Italianate architecture

Runshaw Hall

Material
  
Red brick with yellow stone dressings

Similar
  
Euxton Hall Chapel, Yarrow Bridge, Croston Hall, Rivington Unitarian Chapel, Buckshaw Hall

Runshaw Hall is a grade II listed 19th-century country house in Runshaw Hall Lane, Euxton, Chorley, Lancashire, England, which has been converted into apartments. It is surrounded by parkland containing a pond and woodland.

Map of Runshaw Hall, Euxton, Chorley, UK

The hall is an italianate rectangular two-storey building built of red brick with yellow stone dressing and a hipped slate roof. There are 6 bays along the longer side and 3 along the shorter.
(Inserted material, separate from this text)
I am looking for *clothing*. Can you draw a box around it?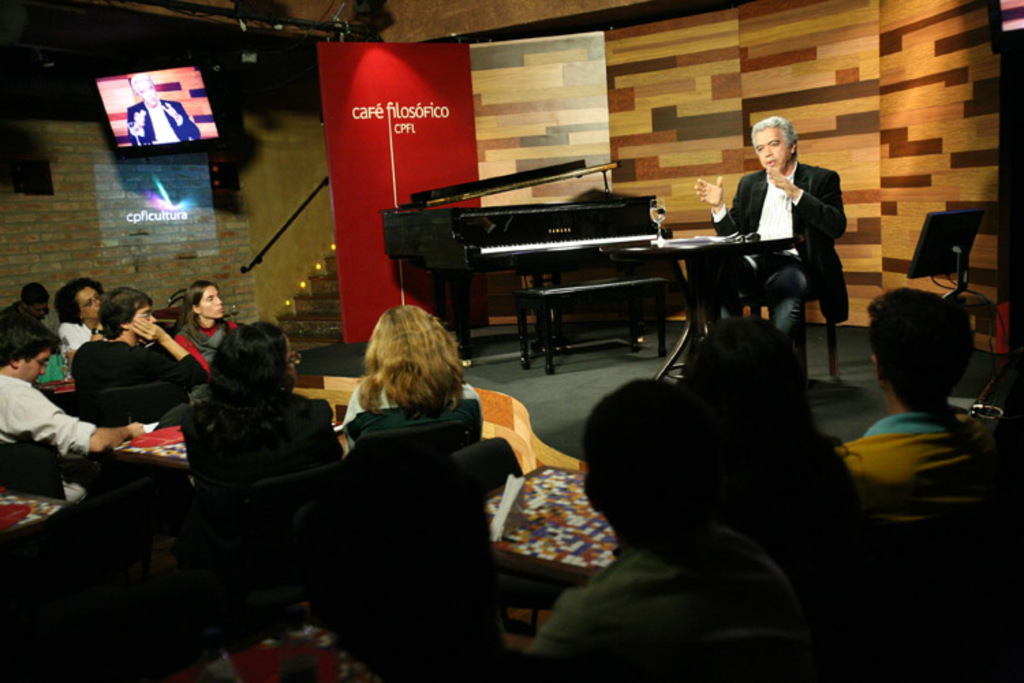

In earlier times a previous property belonged successively to the Lancasters of Rainhill and the Farnworth family, who vacated the hall c.1747 on the death of Edward farnworth. The current house was built in 1862 and was acquired by William Bretherton. On his death in 1890 it passed to his second son Norris Bretherton (1860–1924). Before and after the Second World War it was a run by the Brothers of Charity as a Residential Home for mentally challenged young men, after which it served as a restaurant in the 1970s. After a fire it was converted to an apartment complex.